Biography
Sut Jhally completed his undergraduate degree in England, his master’s and doctoral degrees in Canada and is Professor Emeritus of Communication at the University of Massachusetts at Amherst. He is retired as a full-time faculty member, now teaches part-time, and is still very much involved with the intellectual life of the university. He is one of the world’s leading scholars looking at the role played by media, advertising and popular culture in the processes of social control and identity construction. The author of numerous books and articles on media (including The Codes of Advertising and Enlightened Racism) he is also an award-winning teacher (a recipient of the Distinguished Teaching Award at the University of Massachusetts, where the student newspaper has also voted him “Best Professor”). In addition, he has been awarded the Distinguished Outreach Award, and was selected to deliver a Distinguished Faculty Lecture in 2007. He was awarded an honorary doctorate from Simon Fraser University in 2015

Media Education Foundation
Sut Jhally is also the Executive Director of the non-profit Media Education Foundation (MEF), which he founded in 1991 after a legal dispute with MTV concerning issues of free speech and copyright for his very first film, Dreamworlds. Since then, MEF films have been seen by millions of students in college classroom across the country and the globe. Approaching its 35th anniversary it has become one the leading producers and distributors of educational films dealing with the critical issues connected to gender, sexuality, race, consumerism and politics. MEF has also become an important voice looking at the world of politics, engaging in the most vital issues of the day and seeking audiences beyond the classroom. Sut Jhally has been involved in the production of more than 80 MEF films. Born in Kenya, raised in England, educated in graduate studies in Canada, he currently lives in Northampton, Massachusetts.

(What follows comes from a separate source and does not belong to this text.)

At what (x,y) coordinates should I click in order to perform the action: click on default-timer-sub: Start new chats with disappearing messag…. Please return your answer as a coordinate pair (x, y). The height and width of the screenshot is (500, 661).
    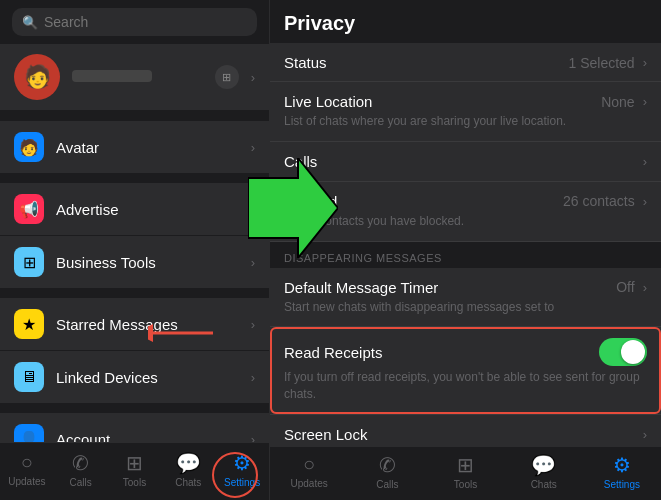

Henry Giroux from the Preface to Sut Jhally’s The Spectacle of Accumulation
Just before his death, Edward Said, the great social and cultural critic, suggested that intellectuals have a greater responsibility than ever before in the United States and throughout the world, because democracy unlike no other time in our history is being threatened. In many ways, The Spectacle of Accumulation embodies, deepens, and extends Said’s sense of what it means to be an engaged intellectual. This is a book that is concerned with the ongoing threat to democratic culture, the corporate control of mass media, the intersection of race, class, power, the war on youth, and the power and reach of the spectacle of accumulation and commodification. Rather than separate knowledge from commitment, political economy from cultural politics, and theory from practice, this book connects all of these issues within a broad political and cultural landscape that makes visible how the spectacle of appearance, commodification, and accumulation functions to reproduce ongoing attacks on minorities of class and color, the highjacking of the political state by the corporate state, the commercialization of public space, and the increasing reduction of young people to consumers.